Renee Byrd. Photo: Tiffany Jung.

Now, married and living in Belmont with her beloved Australian sheepdog and a baby on the way, Byrd is plotting her way back into influencer culture. 

After stepping away from Will Frolic for Food, Byrd continued to create content through comedy. With a background in theater and music, she has counted herself an artist, photographer, writer, musician, yoga teacher, and entrepreneur over the years. To stay active, she developed an off-beat Instagram presence doing comedic skits with characters like the insatiable Sugar Gollum and a cringey cohort of earnest commune members. She took on issues as heavy as abortion and as light as hiking sandals. She grew her Instagram following to nearly 40,000.

“My philosophy about comedy is to be true to your own perspective,” Byrd says. “I have been very deeply involved in the wellness and food industry, and I know a lot about all those worlds. I feel it’s important to be a voice within the food world, because there is a lot of bullshit.”

Her next step is to get back to Will Frolic for Food. While she finds so much of the food and wellness influencer space to be about “greenwashing” and selling under the guise of self-help—“there is so much stuff out there that you don’t need to be healthy or happy,” she says—she still believes in the power of the medium.

Byrd, who also runs Frolic Coffee at the Ix Farmers Market with her husband, a wellness coach by training, has always focused on free-form health journeys. Folks have to follow their own path to happiness, she says, and they can do so many things to improve themselves without spending any money.
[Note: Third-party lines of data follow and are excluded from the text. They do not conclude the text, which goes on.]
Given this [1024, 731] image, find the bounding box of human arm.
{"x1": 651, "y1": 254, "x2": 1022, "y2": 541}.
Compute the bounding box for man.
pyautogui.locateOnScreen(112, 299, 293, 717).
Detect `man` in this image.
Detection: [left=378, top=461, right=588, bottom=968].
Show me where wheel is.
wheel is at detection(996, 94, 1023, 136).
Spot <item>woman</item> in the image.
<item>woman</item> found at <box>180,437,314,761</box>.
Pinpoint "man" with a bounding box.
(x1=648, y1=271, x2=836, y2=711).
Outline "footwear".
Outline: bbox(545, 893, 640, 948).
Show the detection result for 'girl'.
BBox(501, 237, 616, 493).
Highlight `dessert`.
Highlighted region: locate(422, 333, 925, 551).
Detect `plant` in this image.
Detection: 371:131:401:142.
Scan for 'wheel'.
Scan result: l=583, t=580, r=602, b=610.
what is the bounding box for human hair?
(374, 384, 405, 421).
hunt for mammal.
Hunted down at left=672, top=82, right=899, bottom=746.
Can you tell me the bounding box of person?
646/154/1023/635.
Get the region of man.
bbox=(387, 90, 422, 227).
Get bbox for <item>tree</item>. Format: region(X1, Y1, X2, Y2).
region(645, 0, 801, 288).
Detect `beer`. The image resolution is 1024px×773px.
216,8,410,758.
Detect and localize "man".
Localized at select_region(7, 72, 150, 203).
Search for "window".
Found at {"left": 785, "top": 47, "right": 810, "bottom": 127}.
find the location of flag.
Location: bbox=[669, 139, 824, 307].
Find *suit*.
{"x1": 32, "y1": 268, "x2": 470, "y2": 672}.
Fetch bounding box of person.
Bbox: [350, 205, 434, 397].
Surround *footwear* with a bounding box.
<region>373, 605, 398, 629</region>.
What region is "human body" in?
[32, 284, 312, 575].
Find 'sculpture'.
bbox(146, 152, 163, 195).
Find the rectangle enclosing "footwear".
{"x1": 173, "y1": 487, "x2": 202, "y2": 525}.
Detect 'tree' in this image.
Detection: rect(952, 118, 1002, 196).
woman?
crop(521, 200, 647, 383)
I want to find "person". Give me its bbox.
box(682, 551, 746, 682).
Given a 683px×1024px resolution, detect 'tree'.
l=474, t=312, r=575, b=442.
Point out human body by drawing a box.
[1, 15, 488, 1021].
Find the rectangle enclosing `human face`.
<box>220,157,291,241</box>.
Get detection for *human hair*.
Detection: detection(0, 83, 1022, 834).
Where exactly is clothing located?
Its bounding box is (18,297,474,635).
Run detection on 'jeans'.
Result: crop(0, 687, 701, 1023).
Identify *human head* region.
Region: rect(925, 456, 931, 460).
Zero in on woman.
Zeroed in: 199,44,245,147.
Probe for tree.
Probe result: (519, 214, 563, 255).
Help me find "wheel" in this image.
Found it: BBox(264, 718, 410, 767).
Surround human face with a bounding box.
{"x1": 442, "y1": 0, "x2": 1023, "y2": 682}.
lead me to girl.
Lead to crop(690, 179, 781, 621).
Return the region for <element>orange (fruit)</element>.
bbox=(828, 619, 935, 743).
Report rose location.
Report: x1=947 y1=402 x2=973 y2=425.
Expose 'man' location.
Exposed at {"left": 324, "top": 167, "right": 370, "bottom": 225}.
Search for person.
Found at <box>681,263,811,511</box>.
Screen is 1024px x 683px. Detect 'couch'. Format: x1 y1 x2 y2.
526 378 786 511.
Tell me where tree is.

“There is a lot of amazing work being done, but it’s buried,” Byrd says. “In the wellness and health and food world, you get the best results with self-led discovery. A lot can be done with a health coach, but they can’t just tell you what to do. Proper coaching is being a masterful asker of questions so people can come to their own conclusions. To reach your own unique, ideal health, some people need to run a lot, and some people need to walk a lot.”